Three new criminal offences added to online safety bill
Social networks could be fined up to 10% of their global turnover if government’s online safety bill is passed.
The companies will also need to be proactive in removing harmful content, under the new changes.
The bill covers topics like revenge porn, human trafficking, extremism and promoting suicide online.
Websites that host user-generated content, like Facebook and Twitter, will be required to swiftly remove illegal content once it’s reported to them.
But now they’ll have to place proactive measures to stop illegal activity.
The issue’s become a hot topic with incidents like racist abuse of footballers, revenge porn and cyberflashing, and covid disinformation being highlighted as key safety concerns for social media companies to address.
Culture Secretary Nadine Dorries urges for the online platforms to start implementing the changes now rather than later, when the bill is in force.
“They can start doing what they need to do to remove those harmful algorithms and to remove much of the damage that they do, particularly to young people and to society as a whole.”
Nadine Dorries, Culture Secretary
The minster added that the move would hold social media companies to account for the first time.
Judy Thomas, whose daughter Frankie took her own life aged 15 in September 2018, said she had access distressing material on her school computer and tablet in the hours and months before her death. Ms Thomas calls for mandatory age verification to protect children online and says all websites should be included in the bill and not just the larger platforms.
“Back in January, February, March [2018] she’d been accessing, at school, horrendous sites. We need to ensure young people simply cannot access online harms, and that if companies do the wrong thing… that there is a real price to pay,”
Judy Thomas
Ms Thomas also adds that the penalties must not just be financial, as many businesses can absorb fines quite easily, instead the heads of these firms must also be “held to account”.
When asked about age verification, Ms Dorries said the government was looking into the idea but logistically there was a “downside” to requiring all children to verify their age to access the internet.
“And young people go on to the internet to go shopping, you know, on clothes. Do we need to ensure that they verify their age when they’re doing that?”

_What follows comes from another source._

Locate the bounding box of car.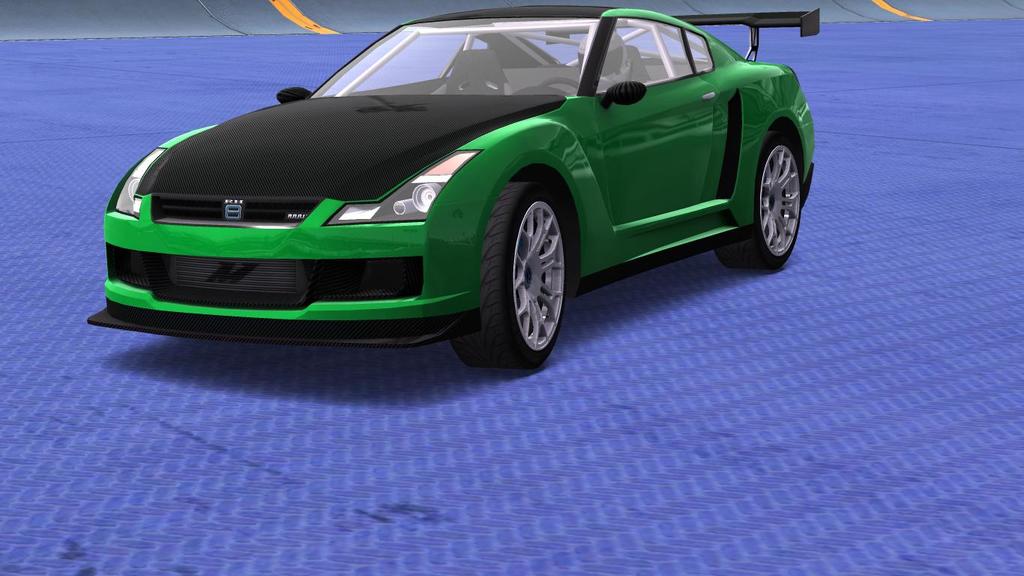
Bounding box: [x1=91, y1=9, x2=828, y2=352].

Nadine Dorries, Culture Secretary
The government confirms the added offences which have been added to the list of priority offences, which platforms must remove under the changes, and they’re as follows:
- Revenge porn
- Hate crimes
- Fraud
- The sale of illegal drugs or weapons
- The promotion or facilitation of suicide
- People smuggling
- Sexual exploitation
Before the changes, companies were only required to take down reported posts – but the changes will force companies to take proactive measures in preventing users from seeing them in the first place.
The government says that by naming these offences it’s enabled Ofcom – the proposed regulator – to take faster action.
The changes were a result of three separate parliamentary committee reports which all warned that the bill required strengthening and more clarity for tech firms.
On top of this, three new criminal offences have been added to the bill.
The first is sending “genuinely threatening communications” such as a threat to rape, kill or cause financial harm, or coercive and controlling behaviour and online stalking.
Sending “harmful communications”, such as a domestic abuser sending an ex-partner a photograph of their front door to frighten them, is the second. However, offensive content with no intent to cause serious distress would not be illegal.
The final new offence is “knowingly false communications”, which would cover messages deliberately sent to inflict harm”, such as a hoax bomb threat.
The bill does not prohibit “misinformation”, such as a false coronavirus cure on a social media post, so long as those sharing the post are unaware that what they were spreading is false.
What do the companies think?
The big technology companies say they welcome the “clarity” that the new online safety bill brings and that they recognise the need for regulation.
In many cases they’ve not waited for governments to step in, and there have been investments into technology such as machine learning in order to identify harmful content at scale.
While you have many people saying the bill does not go far enough, social media businesses are worried about free speech issues.
It is important for them to ensure the new rules don’t stifle people’s access to information by causing companies to “over-moderate” in order to comply with them.
Due to the vast scope of the online safety bill, there will always be critics however, experts underline that its introduction will be nothing short of revolutionary in policing the online world, and it’ll be a very different experience for the next generation.